WUNRN
http://www.un.org/apps/news/story.asp?NewsId=51304#.VZWpWnkw_mI
Despite Gains, 2.4 Billion People Worldwide Still Lack Basic Sanitation – UN Report
WUNRN NOTES THE SPECIFIC HEALTH & SAFETY CONCERNS FOR WOMEN & GIRLS
WITH SANITATION.
http://www.unicef.org/publications/index_82419.html
Direct Link to Full 90-Page 2015 Report:
Progress on Sanitation and Drinking Water: 2015 Update and MDG Assessment
_________________________________________________________
http://www.huffingtonpost.com/2015/06/30/sanitation-report-un_n_7700198.html
PHOTOS OF POOR WOMEN & INADEQUATE TOILET CONDITIONS
BANGLADESH
HAITI
http://www.reuters.com/article/2015/06/30/development-goals-sanitation-idAFL8N0ZG2LW20150630
WORLD’S POOREST GAIN ACCESS TO WATER, BUT NOT TO TOILETS
By Magdalena Mis
LONDON,
June 30, 2015 (Thomson Reuters Foundation) - The poor's lack of access to
sanitation threatens to undermine the health benefits they have gained from
access to clean water, the United Nations said on Tuesday.
More than
90 percent of the world population has access to clean water, but 2.4 billion
people, most in rural areas, continue to live without toilets, the U.N.
children's agency UNICEF and World Health Organisation (WHO) reported.
"Until
everyone has access to adequate sanitation facilities, the quality
of water supplies will be undermined and too many people will continue to die
from waterborne and water-related diseases," said Maria Neira, head of
public health at WHO.
World
leaders are due to adopt a set of development objectives - known as the
Sustainable Development Goals - in September that include ending poverty,
reducing child mortality and tackling climate change, to replace the eight
expiring U.N. Millennium Development Goals (MDGs).
Some 2.6
billion people have gained access to clean water and 2.1 billion gained access
to toilets since 1990, but large gaps remain, especially in sub-Saharan Africa,
according to the report.
In
countries like Chad, Mali, Nigeria or Central African Republic less than half
the population has access to toilets, the report said.
Access to
clean water and adequate sanitation is critical in preventing 16 tropical
diseases that cause blindness, disfigurement and death and affect more than 1.4
billion people in 149 countries, the report said.
One
billion people worldwide have no choice but to defecate in the open, not into a
designated toilet.

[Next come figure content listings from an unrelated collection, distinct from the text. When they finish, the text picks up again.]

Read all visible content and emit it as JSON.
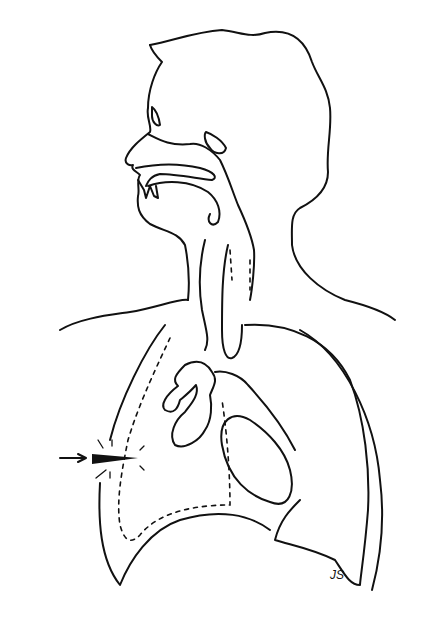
{
  "figure": {
    "signature": "JS",
    "colors": {
      "line": "#111111",
      "background": "#ffffff"
    },
    "elements": [
      "head-profile",
      "nasal-cavity",
      "oral-cavity",
      "trachea",
      "left-lung",
      "right-lung-collapsed",
      "heart",
      "pleural-boundary-dotted",
      "penetrating-object",
      "arrow-indicator"
    ]
  }
}
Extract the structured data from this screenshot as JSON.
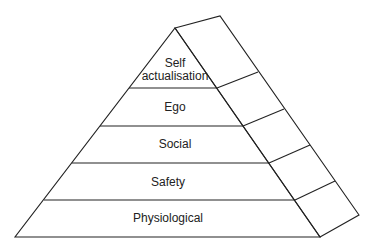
{
  "diagram": {
    "type": "pyramid",
    "levels": [
      {
        "label_line1": "Self",
        "label_line2": "actualisation"
      },
      {
        "label": "Ego"
      },
      {
        "label": "Social"
      },
      {
        "label": "Safety"
      },
      {
        "label": "Physiological"
      }
    ],
    "colors": {
      "stroke": "#222222",
      "fill": "#ffffff",
      "text": "#222222"
    }
  }
}
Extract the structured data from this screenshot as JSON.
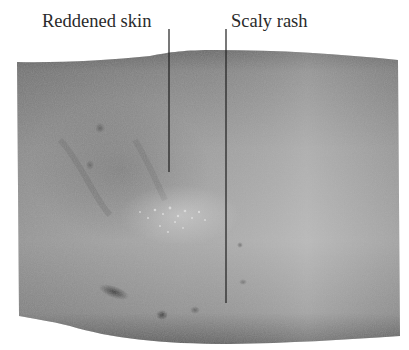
{
  "figure": {
    "background_color": "#ffffff",
    "skin_tone_light": "#bdbdbd",
    "skin_tone_dark": "#6e6e6e",
    "leader_line_color": "#1e1e1e"
  },
  "annotations": [
    {
      "label": "Reddened skin",
      "line_x": 169,
      "line_top": 29,
      "line_bottom": 172
    },
    {
      "label": "Scaly rash",
      "line_x": 226,
      "line_top": 29,
      "line_bottom": 303
    }
  ]
}
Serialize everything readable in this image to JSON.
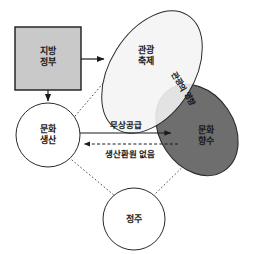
{
  "diagram": {
    "title": "",
    "background_color": "#ffffff",
    "stroke_color": "#1a1a1a",
    "nodes": {
      "local_government": {
        "label_line1": "지방",
        "label_line2": "정부",
        "shape": "rectangle",
        "fill": "#c9c9c9"
      },
      "tourism_festival": {
        "label_line1": "관광",
        "label_line2": "축제",
        "shape": "ellipse",
        "fill": "#f4f4f4"
      },
      "cultural_consumption": {
        "label_line1": "문화",
        "label_line2": "향수",
        "shape": "ellipse",
        "fill": "#6e6e6e"
      },
      "cultural_production": {
        "label_line1": "문화",
        "label_line2": "생산",
        "shape": "circle",
        "fill": "#ffffff"
      },
      "settlement": {
        "label_line1": "정주",
        "label_line2": "",
        "shape": "circle",
        "fill": "#ffffff"
      }
    },
    "overlap_label": "관광의 영향",
    "edges": {
      "free_supply": {
        "label": "무상공급",
        "style": "solid",
        "from": "cultural_production",
        "to": "cultural_consumption"
      },
      "no_return": {
        "label": "생산환원 없음",
        "style": "dashed",
        "from": "cultural_consumption",
        "to": "cultural_production"
      },
      "gov_to_festival": {
        "label": "",
        "style": "solid",
        "from": "local_government",
        "to": "tourism_festival"
      },
      "gov_to_production": {
        "label": "",
        "style": "solid",
        "from": "local_government",
        "to": "cultural_production"
      },
      "production_to_festival": {
        "label": "",
        "style": "dotted",
        "from": "cultural_production",
        "to": "tourism_festival"
      },
      "settlement_to_production": {
        "label": "",
        "style": "dotted",
        "from": "settlement",
        "to": "cultural_production"
      },
      "settlement_to_consumption": {
        "label": "",
        "style": "dotted",
        "from": "settlement",
        "to": "cultural_consumption"
      }
    }
  }
}
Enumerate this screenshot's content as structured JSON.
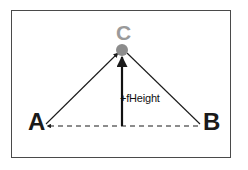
{
  "figure": {
    "name": "triangle-height-diagram",
    "background_color": "#ffffff",
    "frame_border_color": "#4a4a4a"
  },
  "labels": {
    "vertex_a": "A",
    "vertex_b": "B",
    "vertex_c": "C",
    "height_annotation": "+fHeight"
  },
  "colors": {
    "vertex_label_dark": "#1a1a1a",
    "vertex_label_c": "#9a9a9a",
    "apex_dot": "#8c8c8c",
    "line": "#1a1a1a",
    "annotation_text": "#111111"
  },
  "geometry": {
    "vertex_a_point": [
      46,
      126
    ],
    "vertex_b_point": [
      200,
      126
    ],
    "vertex_c_point": [
      122,
      50
    ],
    "apex_dot_radius": 6,
    "baseline_style": "dashed",
    "edge_style": "solid-with-arrowheads"
  }
}
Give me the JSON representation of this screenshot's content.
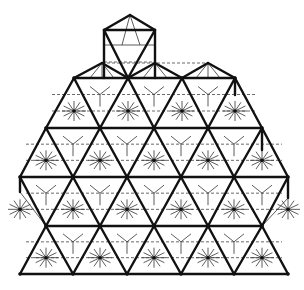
{
  "figure": {
    "colors": {
      "background": "#ffffff",
      "edge": "#111111",
      "hidden": "#444444"
    },
    "cap": {
      "apex": [
        130,
        15
      ],
      "square": [
        [
          104,
          30
        ],
        [
          155,
          30
        ],
        [
          155,
          78
        ],
        [
          104,
          78
        ]
      ]
    },
    "rows": [
      {
        "y": 63,
        "xs": [
          102,
          155,
          208
        ]
      },
      {
        "y": 78,
        "xs": [
          74,
          128,
          182,
          235
        ]
      },
      {
        "y": 113,
        "xs": [
          73,
          127,
          181,
          234
        ]
      },
      {
        "y": 128,
        "xs": [
          46,
          100,
          154,
          208,
          262
        ]
      },
      {
        "y": 162,
        "xs": [
          46,
          100,
          154,
          208,
          262
        ]
      },
      {
        "y": 177,
        "xs": [
          20,
          73,
          127,
          181,
          234,
          288
        ]
      },
      {
        "y": 210,
        "xs": [
          46,
          100,
          154,
          208,
          262
        ]
      },
      {
        "y": 226,
        "xs": [
          46,
          100,
          154,
          208,
          262
        ]
      },
      {
        "y": 258,
        "xs": [
          73,
          127,
          181,
          234
        ]
      },
      {
        "y": 274,
        "xs": [
          20,
          73,
          127,
          181,
          234,
          288
        ]
      }
    ]
  }
}
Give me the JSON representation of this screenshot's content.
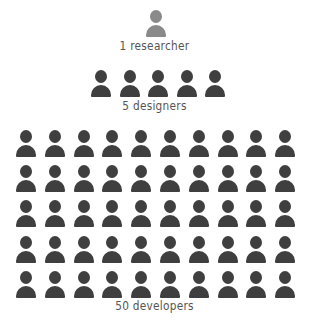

As a result, 161 million children are threatened with poor
health.
The goal
on halving the proportion of people without access to clean water was reached
ahead of the 2015 deadline, but sanitation goals remain out of reach. The U.N.
cites a lack of affordable facilities for the poor, as well as inadequate
efforts to change behavior.
"Though
we are glad to see overall progress, this data tells us that very little has
changed for the world's poorest people when it comes to access to water and
sanitation," Girish Menon, deputy chief executive of the global water
charity WaterAid, said in a statement.
To
eliminate open defecation by 2030, which is the new development deadline, the
current rate of progress will have to double, said the U.N.